Combining intersectional feminism with theories of reproductive justice and reproductive futurity, this work interrogates how pregnancy loss-especially when experienced by those excluded from white, heteronormative ideals of motherhood-is often portrayed as a societal failure. It examines reproductive loss not only as a dramatic device but also as a political reality shaped by systemic violence, including slavery, forced sterilization, and child welfare policies that disproportionately target Indigenous and Black communities. Through in-depth analyses and original interviews with playwrights, directors, and actors, this volume offers a critical framework for understanding how performance stages reproductive loss as a site of resistance.

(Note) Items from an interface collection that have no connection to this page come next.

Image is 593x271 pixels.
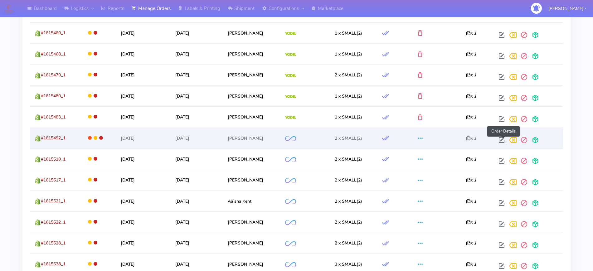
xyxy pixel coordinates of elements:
span: #1615492_1 [41,135,65,141]
span: #1615522_1 [41,219,65,225]
i: x 1 [466,261,476,267]
span: 2 x SMALL [335,72,356,78]
td: [DATE] [116,148,171,169]
span: 1 x SMALL [335,93,356,99]
i: x 1 [466,240,476,246]
td: [DATE] [171,191,223,211]
img: OnFleet [285,136,296,141]
td: [DATE] [171,22,223,43]
img: shopify.png [35,177,41,184]
td: [DATE] [171,170,223,191]
span: #1615470_1 [41,72,65,78]
td: [PERSON_NAME] [223,85,280,106]
span: #1615468_1 [41,51,65,57]
span: 2 x SMALL [335,219,356,225]
img: shopify.png [35,135,41,142]
span: (2) [335,114,362,120]
img: shopify.png [35,198,41,205]
span: (2) [335,135,362,141]
img: shopify.png [35,156,41,162]
img: OnFleet [285,241,296,246]
span: (2) [335,177,362,183]
td: [DATE] [171,106,223,127]
img: Yodel [285,95,296,98]
img: OnFleet [285,199,296,204]
span: #1615528_1 [41,240,65,246]
span: (2) [335,156,362,162]
td: [PERSON_NAME] [223,106,280,127]
td: [DATE] [116,211,171,232]
td: [DATE] [171,43,223,64]
span: 1 x SMALL [335,51,356,57]
i: x 1 [466,51,476,57]
img: shopify.png [35,240,41,247]
td: [DATE] [171,233,223,253]
td: [PERSON_NAME] [223,22,280,43]
td: [DATE] [171,85,223,106]
td: [PERSON_NAME] [223,233,280,253]
span: #1615517_1 [41,177,65,183]
span: 2 x SMALL [335,156,356,162]
span: (2) [335,30,362,36]
i: x 1 [466,177,476,183]
td: [DATE] [116,233,171,253]
span: (2) [335,51,362,57]
span: (2) [335,72,362,78]
img: shopify.png [35,219,41,225]
img: shopify.png [35,51,41,57]
span: 2 x SMALL [335,240,356,246]
td: [PERSON_NAME] [223,128,280,148]
img: Yodel [285,53,296,56]
img: shopify.png [35,72,41,79]
span: #1615521_1 [41,198,65,204]
span: #1615483_1 [41,114,65,120]
span: #1615460_1 [41,30,65,36]
span: 1 x SMALL [335,114,356,120]
td: [DATE] [116,85,171,106]
td: [DATE] [171,128,223,148]
i: x 1 [466,93,476,99]
td: [DATE] [116,106,171,127]
span: 1 x SMALL [335,30,356,36]
i: x 1 [466,198,476,204]
span: (2) [335,219,362,225]
td: [DATE] [116,170,171,191]
img: shopify.png [35,261,41,268]
img: shopify.png [35,30,41,36]
td: [PERSON_NAME] [223,211,280,232]
td: [DATE] [116,128,171,148]
td: [DATE] [116,22,171,43]
span: (3) [335,261,362,267]
td: [DATE] [116,65,171,85]
td: [DATE] [171,211,223,232]
i: x 1 [466,114,476,120]
span: #1615538_1 [41,261,65,267]
td: [PERSON_NAME] [223,43,280,64]
span: (2) [335,240,362,246]
span: (2) [335,93,362,99]
img: Yodel [285,32,296,35]
span: #1615480_1 [41,93,65,99]
img: Yodel [285,74,296,77]
td: [DATE] [171,65,223,85]
td: [PERSON_NAME] [223,65,280,85]
i: x 1 [466,135,476,141]
img: OnFleet [285,178,296,183]
img: shopify.png [35,114,41,120]
img: shopify.png [35,93,41,99]
img: Yodel [285,116,296,119]
span: 2 x SMALL [335,135,356,141]
img: OnFleet [285,262,296,267]
button: [PERSON_NAME] [543,2,591,15]
img: OnFleet [285,157,296,162]
i: x 1 [466,219,476,225]
td: [PERSON_NAME] [223,170,280,191]
span: 2 x SMALL [335,177,356,183]
i: x 1 [466,156,476,162]
td: [DATE] [171,148,223,169]
span: (2) [335,198,362,204]
i: x 1 [466,30,476,36]
i: x 1 [466,72,476,78]
td: [PERSON_NAME] [223,148,280,169]
td: [DATE] [116,43,171,64]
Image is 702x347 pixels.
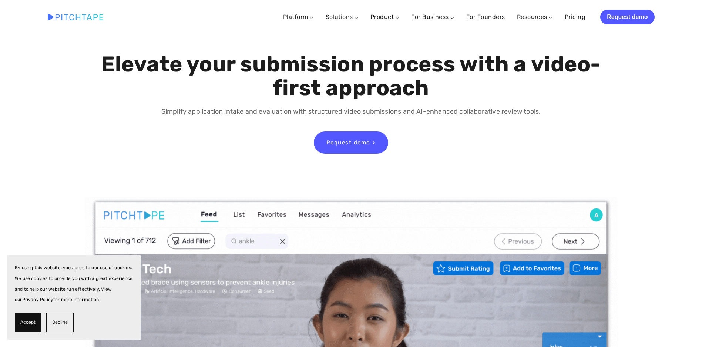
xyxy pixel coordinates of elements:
[15,262,133,305] p: By using this website, you agree to our use of cookies. We use cookies to provide you with a grea...
[466,10,505,24] a: For Founders
[48,14,103,20] img: Pitchtape | Video Submission Management Software
[411,13,454,20] a: For Business ⌵
[283,13,314,20] a: Platform ⌵
[20,317,36,327] span: Accept
[22,297,54,302] a: Privacy Policy
[15,312,41,332] button: Accept
[99,106,603,117] p: Simplify application intake and evaluation with structured video submissions and AI-enhanced coll...
[7,255,141,339] section: Cookie banner
[314,131,388,154] a: Request demo >
[99,53,603,100] h1: Elevate your submission process with a video-first approach
[52,317,68,327] span: Decline
[517,13,553,20] a: Resources ⌵
[326,13,359,20] a: Solutions ⌵
[370,13,399,20] a: Product ⌵
[46,312,74,332] button: Decline
[565,10,585,24] a: Pricing
[600,10,654,24] a: Request demo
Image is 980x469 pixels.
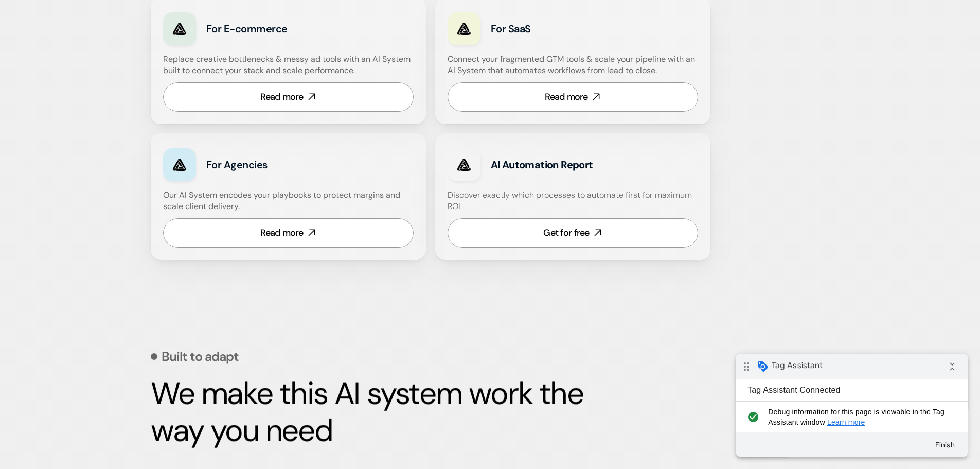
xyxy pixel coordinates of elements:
[545,91,588,103] div: Read more
[190,82,227,100] button: Finish
[206,3,226,23] i: Collapse debug badge
[8,53,25,73] i: check_circle
[448,189,698,213] h4: Discover exactly which processes to automate first for maximum ROI.
[448,82,698,111] a: Read more
[207,158,346,172] h3: For Agencies
[32,53,215,73] span: Debug information for this page is viewable in the Tag Assistant window
[448,218,698,248] a: Get for free
[543,226,589,240] div: Get for free
[163,218,414,248] a: Read more
[163,189,414,213] h4: Our AI System encodes your playbooks to protect margins and scale client delivery.
[151,373,590,451] strong: We make this AI system work the way you need
[491,158,593,171] strong: AI Automation Report
[162,350,239,363] p: Built to adapt
[91,64,129,73] a: Learn more
[448,53,703,77] h4: Connect your fragmented GTM tools & scale your pipeline with an AI System that automates workflow...
[260,226,303,240] div: Read more
[260,91,303,103] div: Read more
[163,53,411,77] h4: Replace creative bottlenecks & messy ad tools with an AI System built to connect your stack and s...
[35,7,86,17] span: Tag Assistant
[163,82,414,111] a: Read more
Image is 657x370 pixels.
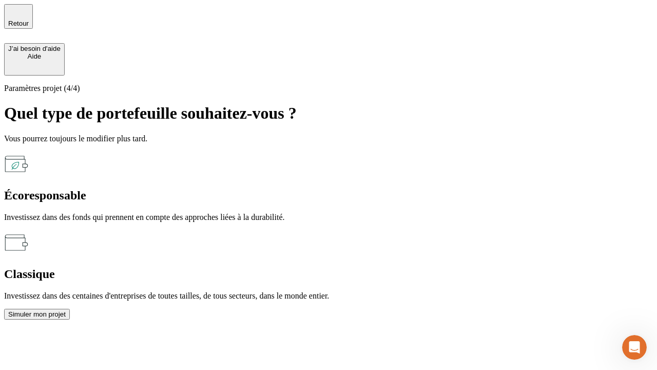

As the first book-length study of motherhood and reproduction in Canadian theatre, it is essential reading for scholars and students in theatre, performance studies, feminist theory, cultural studies, and reproductive justice.
List of contents
AcknowledgementsSetting the Stage and Staging the Future: Baby Makers as Nation Makers
An Interview with Maev Beaty About Her Performance of
Secret Life of a Mother1. "A Child Would Die Here": Motherhood as Nationhood in
Marsh Hay and Still Stands the HouseAn Interview with Richard Plant on Directing the First Production of
Marsh Hay 2. "Give Me Children, Or Else I Die": The Limits of Radical Motherhood in
The Handmaid's Tale and its Television Adaptation
An Interview with Bruce Miller, the Showrunner of
The Handmaid's Tale Television Series
3. "We are
Still Here": The Indigenous Child and Futurity in
Dry Lips Oughta Move to Kapuskasing and
Tombs of the Vanishing IndianAn Interview with Yvette Nolan About Directing
Tombs of the Vanishing Indian 4. "The Future Stops Here": Racial Reproductive Futurity in
Harlem Duet and
Beatrice ChancyAn Interview with Djanet Sears About Writing and Directing
Harlem Duet Afterword: "Resistance that's Embodied"
Index
About the author
Kailin Wright is Associate professor of Canadian theatre and literature at St. Francis Xavier University in Nova Scotia, Canada.